May 2002 bombing outside the Sheraton in Karachi, Pakistan: not the work of Islamic terrorists after all
There are several facets on the political, economical and social levels of the implication of what the election results indicate about public discontentment with Sarkozy and his policies.
To begin with, it seems that here is a president who, rather than bring social unity and coherence in a country whose population is one-fifth of ethnic origin, appears to create more of an ethnic divide. This is particularly true of the Sarkozy relationship with the Muslim population in France, of whom there are 6 million and with whom Sarkozy has not only never tried to establish ties but rather isolated and alienated them. The recent ban on veils and prayers on the street is a potent example.
Granted France is a secular country, but those issues are very far from being what ails France today and what very well may cause the president his re-election. What is striking here is that with all of France's profound woes, why these issues even come up in Parliamentary discussions. While veils and prayers being held on the street may be an eyesore to some, they pose absolutely no threat or danger to French society.

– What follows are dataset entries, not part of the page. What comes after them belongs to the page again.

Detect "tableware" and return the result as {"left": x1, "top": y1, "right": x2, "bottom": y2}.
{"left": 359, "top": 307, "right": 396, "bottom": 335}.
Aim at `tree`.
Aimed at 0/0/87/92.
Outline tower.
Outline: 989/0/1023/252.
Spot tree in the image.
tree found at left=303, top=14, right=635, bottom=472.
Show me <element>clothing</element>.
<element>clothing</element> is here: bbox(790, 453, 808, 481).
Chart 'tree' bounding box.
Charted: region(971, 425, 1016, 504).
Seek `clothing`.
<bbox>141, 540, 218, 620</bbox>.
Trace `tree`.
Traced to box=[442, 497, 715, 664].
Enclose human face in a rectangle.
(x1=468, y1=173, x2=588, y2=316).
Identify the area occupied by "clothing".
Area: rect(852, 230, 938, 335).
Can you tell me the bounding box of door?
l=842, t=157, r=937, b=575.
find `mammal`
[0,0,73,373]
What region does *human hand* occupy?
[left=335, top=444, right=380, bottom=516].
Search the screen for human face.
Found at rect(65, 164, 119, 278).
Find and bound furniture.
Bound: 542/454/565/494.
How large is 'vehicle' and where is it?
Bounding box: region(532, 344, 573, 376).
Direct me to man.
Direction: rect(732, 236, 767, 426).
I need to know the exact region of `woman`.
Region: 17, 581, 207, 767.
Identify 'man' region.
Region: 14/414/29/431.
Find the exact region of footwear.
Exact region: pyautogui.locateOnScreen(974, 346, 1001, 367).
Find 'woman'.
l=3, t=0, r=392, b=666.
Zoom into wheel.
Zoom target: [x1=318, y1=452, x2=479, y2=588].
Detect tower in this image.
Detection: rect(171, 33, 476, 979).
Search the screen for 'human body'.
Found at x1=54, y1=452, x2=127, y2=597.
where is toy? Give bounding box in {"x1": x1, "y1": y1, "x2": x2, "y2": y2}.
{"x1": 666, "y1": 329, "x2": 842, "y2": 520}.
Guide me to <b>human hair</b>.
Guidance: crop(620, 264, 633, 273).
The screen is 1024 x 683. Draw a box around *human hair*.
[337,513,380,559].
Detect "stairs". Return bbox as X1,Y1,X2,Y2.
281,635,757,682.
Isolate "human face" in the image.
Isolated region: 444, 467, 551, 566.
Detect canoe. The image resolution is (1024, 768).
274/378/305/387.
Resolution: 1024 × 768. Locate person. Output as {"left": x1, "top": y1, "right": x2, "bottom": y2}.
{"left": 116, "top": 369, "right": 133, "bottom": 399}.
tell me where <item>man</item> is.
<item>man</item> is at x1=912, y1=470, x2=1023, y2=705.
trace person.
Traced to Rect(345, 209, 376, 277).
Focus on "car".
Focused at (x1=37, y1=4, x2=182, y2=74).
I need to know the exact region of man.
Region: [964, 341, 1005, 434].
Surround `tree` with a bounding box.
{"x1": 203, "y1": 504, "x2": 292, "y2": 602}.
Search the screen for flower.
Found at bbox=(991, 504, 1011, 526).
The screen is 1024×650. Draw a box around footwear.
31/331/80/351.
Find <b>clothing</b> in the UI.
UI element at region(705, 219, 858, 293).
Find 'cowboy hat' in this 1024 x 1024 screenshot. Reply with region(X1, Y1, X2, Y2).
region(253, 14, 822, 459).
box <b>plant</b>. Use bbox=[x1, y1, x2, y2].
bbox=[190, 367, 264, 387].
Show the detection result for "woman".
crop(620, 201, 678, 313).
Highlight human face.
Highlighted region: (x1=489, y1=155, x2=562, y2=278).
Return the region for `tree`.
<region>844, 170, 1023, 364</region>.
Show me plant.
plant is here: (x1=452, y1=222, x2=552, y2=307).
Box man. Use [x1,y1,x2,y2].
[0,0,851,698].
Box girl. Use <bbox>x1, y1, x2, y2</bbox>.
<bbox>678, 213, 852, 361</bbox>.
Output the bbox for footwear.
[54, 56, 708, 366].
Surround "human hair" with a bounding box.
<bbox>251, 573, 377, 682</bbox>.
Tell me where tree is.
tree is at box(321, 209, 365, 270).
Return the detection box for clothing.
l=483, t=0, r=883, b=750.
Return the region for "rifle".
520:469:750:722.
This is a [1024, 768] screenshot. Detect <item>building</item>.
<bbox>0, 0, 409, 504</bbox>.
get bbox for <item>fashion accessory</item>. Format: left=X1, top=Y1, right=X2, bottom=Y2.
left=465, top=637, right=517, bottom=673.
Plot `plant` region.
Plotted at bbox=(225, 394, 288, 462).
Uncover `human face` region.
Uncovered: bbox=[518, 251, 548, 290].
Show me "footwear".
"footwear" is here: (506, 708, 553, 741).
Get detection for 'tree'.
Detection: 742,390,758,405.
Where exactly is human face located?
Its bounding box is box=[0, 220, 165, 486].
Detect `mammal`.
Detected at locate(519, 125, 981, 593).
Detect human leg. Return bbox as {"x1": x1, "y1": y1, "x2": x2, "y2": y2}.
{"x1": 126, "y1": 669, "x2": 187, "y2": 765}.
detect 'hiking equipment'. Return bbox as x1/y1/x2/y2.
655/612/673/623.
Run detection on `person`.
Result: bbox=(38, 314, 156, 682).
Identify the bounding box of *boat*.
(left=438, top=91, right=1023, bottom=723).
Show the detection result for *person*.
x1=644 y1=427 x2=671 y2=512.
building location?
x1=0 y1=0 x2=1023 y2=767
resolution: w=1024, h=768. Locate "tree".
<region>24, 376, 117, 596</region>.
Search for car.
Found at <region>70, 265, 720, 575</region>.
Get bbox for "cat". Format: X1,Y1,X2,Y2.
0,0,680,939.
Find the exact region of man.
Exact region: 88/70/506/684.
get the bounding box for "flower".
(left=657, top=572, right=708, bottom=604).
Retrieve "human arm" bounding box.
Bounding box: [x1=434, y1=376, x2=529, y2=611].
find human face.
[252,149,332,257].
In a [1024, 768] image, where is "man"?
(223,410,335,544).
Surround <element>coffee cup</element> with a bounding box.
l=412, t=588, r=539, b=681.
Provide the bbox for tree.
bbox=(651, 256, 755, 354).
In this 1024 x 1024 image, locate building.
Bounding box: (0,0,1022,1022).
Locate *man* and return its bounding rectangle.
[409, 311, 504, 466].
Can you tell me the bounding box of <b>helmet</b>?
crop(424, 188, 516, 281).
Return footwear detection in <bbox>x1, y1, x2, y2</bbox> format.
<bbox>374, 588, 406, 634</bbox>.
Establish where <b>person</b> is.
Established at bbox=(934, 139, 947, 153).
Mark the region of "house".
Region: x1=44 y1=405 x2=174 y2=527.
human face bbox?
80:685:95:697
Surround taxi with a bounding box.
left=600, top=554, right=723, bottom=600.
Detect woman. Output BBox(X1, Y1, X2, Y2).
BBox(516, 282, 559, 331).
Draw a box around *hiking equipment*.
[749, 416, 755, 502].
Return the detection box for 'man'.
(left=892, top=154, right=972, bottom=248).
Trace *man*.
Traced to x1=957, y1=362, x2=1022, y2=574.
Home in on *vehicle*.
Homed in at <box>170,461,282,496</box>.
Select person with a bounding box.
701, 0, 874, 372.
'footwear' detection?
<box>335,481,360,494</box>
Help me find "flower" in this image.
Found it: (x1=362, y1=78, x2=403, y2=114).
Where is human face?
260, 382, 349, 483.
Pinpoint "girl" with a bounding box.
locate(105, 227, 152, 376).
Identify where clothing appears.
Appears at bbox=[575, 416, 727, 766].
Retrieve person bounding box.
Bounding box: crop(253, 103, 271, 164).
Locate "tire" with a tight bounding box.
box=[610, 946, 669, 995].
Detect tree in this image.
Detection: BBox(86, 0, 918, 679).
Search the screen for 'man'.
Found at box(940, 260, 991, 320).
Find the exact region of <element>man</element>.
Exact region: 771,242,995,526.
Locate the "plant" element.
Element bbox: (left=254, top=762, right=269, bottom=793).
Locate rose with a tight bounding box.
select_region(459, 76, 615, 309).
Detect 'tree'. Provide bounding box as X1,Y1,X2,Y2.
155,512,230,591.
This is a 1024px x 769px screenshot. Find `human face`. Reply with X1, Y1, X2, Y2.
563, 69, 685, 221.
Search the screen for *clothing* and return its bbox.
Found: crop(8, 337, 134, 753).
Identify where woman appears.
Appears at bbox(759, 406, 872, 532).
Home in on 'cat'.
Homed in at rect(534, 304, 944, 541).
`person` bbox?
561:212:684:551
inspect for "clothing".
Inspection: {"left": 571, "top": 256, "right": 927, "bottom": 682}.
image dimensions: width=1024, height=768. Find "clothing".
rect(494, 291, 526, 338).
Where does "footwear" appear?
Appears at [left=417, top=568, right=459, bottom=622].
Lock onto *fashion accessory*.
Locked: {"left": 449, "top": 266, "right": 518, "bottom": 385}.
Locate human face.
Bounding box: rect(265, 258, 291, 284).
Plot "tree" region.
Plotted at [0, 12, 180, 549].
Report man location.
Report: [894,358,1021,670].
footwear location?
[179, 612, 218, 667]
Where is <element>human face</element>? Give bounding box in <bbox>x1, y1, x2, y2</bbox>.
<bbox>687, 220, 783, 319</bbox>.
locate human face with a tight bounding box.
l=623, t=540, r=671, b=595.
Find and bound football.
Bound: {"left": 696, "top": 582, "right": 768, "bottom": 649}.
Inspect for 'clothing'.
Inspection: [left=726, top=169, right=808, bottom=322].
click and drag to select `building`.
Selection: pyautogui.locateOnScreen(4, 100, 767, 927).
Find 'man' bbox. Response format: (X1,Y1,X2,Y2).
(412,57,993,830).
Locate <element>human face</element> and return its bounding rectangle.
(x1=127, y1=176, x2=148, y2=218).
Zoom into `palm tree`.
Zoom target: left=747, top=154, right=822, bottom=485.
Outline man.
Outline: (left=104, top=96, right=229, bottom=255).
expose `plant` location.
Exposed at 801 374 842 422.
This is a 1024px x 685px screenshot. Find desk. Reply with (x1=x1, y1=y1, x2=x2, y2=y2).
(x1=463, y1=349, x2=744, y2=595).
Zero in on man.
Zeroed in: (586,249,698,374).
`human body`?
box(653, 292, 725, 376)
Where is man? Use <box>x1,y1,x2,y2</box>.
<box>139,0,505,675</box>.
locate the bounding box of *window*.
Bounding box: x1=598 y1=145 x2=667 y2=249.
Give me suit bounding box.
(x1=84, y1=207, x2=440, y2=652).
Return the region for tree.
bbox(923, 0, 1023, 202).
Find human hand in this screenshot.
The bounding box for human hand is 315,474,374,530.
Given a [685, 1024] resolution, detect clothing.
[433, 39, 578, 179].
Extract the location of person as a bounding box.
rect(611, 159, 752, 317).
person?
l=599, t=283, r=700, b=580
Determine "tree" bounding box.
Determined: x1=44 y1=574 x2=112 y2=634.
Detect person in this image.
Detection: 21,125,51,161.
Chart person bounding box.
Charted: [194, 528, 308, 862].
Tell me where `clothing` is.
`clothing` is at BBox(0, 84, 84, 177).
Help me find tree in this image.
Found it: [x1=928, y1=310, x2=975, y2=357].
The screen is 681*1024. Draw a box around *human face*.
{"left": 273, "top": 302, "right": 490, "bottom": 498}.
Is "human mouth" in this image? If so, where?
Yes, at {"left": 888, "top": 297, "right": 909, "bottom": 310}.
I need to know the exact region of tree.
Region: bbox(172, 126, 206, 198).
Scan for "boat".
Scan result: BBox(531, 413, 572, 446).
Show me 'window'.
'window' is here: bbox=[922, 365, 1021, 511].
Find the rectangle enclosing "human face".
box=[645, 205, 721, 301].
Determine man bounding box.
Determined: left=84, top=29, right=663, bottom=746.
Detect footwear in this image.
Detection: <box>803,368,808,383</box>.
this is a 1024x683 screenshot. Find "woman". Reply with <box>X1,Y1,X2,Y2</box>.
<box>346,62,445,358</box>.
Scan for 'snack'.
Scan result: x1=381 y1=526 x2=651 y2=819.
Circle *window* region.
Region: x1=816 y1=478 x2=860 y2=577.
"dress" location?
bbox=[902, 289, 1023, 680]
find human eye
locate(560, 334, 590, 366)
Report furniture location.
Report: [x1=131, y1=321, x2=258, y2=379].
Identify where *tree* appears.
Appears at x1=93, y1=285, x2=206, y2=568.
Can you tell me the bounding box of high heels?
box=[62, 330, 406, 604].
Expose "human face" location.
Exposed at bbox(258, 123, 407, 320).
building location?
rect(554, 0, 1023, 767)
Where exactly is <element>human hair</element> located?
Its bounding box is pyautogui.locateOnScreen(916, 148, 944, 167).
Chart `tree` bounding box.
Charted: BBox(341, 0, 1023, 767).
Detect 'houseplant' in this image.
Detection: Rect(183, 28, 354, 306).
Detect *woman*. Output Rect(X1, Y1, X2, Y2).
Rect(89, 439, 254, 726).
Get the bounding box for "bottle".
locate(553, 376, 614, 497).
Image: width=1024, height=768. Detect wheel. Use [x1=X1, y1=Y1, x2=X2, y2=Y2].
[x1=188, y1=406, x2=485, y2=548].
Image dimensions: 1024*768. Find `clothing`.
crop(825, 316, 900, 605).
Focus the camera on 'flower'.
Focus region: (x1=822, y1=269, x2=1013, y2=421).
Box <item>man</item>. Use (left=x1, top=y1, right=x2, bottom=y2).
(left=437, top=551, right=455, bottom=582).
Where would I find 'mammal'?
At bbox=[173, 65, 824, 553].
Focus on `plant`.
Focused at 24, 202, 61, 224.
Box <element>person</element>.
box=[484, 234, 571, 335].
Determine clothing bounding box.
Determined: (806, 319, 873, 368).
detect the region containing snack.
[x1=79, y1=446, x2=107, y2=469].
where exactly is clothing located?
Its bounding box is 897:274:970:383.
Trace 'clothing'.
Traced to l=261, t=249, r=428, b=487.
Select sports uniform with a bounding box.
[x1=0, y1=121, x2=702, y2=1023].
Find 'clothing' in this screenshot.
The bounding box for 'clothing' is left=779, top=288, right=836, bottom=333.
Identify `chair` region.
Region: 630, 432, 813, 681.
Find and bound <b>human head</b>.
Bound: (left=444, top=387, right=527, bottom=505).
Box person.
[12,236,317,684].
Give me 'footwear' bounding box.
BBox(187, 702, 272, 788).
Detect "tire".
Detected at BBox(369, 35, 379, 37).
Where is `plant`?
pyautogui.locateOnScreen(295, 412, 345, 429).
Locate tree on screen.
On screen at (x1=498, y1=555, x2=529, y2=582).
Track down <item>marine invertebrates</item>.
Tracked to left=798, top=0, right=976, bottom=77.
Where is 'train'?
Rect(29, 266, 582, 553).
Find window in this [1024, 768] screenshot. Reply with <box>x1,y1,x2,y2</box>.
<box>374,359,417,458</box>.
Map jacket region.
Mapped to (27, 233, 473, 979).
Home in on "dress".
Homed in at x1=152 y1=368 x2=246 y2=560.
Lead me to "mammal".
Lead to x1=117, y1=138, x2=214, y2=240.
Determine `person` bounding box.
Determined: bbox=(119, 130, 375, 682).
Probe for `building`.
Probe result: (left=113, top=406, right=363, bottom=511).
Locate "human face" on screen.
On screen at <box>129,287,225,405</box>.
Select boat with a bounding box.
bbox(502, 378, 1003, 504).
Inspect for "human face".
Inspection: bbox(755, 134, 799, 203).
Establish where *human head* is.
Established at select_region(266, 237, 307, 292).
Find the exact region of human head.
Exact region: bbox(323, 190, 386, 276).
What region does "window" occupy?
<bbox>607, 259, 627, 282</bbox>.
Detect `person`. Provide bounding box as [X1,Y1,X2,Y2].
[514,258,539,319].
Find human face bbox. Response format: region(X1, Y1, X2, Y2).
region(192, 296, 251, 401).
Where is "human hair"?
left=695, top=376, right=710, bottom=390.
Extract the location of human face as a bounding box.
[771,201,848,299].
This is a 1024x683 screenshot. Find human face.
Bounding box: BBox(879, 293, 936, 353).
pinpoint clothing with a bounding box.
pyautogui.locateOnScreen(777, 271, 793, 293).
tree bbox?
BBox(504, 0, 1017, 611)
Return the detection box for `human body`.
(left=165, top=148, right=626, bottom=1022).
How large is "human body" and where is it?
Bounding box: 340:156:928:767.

Israel, working with deeply-embedded intelligence moles in the United States, including within the U.S. government and "off-the-books" intelligence front companies, has been pilfering spent U.S. nuclear fuel from American nuclear arms caches at a phenomenal rate over the last several years. U.S. and foreign intelligence sources have confirmed that much of the nuclear fuel has been shipped to Israel and other locations via the port of Houston.
The illegal smuggling of spent highly-enriched uranium (HEU) and plutonium fuel from U.S. nuclear weapons facilities is the same outbound Houston shipping pipeline used by Bush-influenced Carlyle Group and the firm's front companies in Spain and France to ship precursor nerve gas chemicals to Saddam Hussein's Iraq in the 1980s, according to one Pentagon intelligence source.
The nuclear smuggling is a major back story to a September 8 Government Accountability Office (GAO) report titled "Nuclear Nonproliferation: U.S. Agencies Have Limited Ability to Account for, Monitor, and Evaluate the Security of U.S. Nuclear Material Overseas." The most serious finding in the GAO report states:
Berlin- German Chancellor Angela Merkel said Sunday that Israeli Prime Minister Benjamin Netanyahu has foiled Palestinian-Israeli negotiations when he approved building 1100 housing units in East Jerusalem.
She said, following a phone call with Netanyahu described by her as "very difficult," that "I am unable to believe anything Netanyahu says."
Haaretz newspaper described the crisis between Merkel and Netanyahu as unprecedented, due to the Israeli intransigence in continuing settlement activities.
It added that the US administration scolded the Israeli ambassador in Washington, considering settlement activities as endangering the resumption of negotiations and American efforts to achieve peace.
Israeli sources said Germany may stop supporting Israel against establishing a Palestinian state.

This file photo made Aug. 3, 2010, shows the Development Driller III, which is drilling the primary relief well, and the Helix Q4000, background left, the vessel being used to perform the static kill operation, at the site of the Deepwater Horizon Oil Spill in Gulf of Mexico, off the coast of Louisiana. With the worst offshore oil spill in U.S. history effectively stopped, and the White House considering an early end to its moratorium on deepwater drilling, Big Oil seems closer to getting back to work in the Gulf.
Washington -- Some 17 months after the Deepwater Horizon oil spill, Gulf Coast lawmakers in the U.S. House remain unable to agree on a bill to send spill fines to the affected areas.
While aides to two Gulf Coast representatives said last month that House lawmakers were on the verge of a breakthrough agreement, no accord has yet been announced and the members are now keeping tight-lipped.
At stake is potentially billions of dollars in environmental and economic recovery money, which Gulf states won't see unless Congress acts.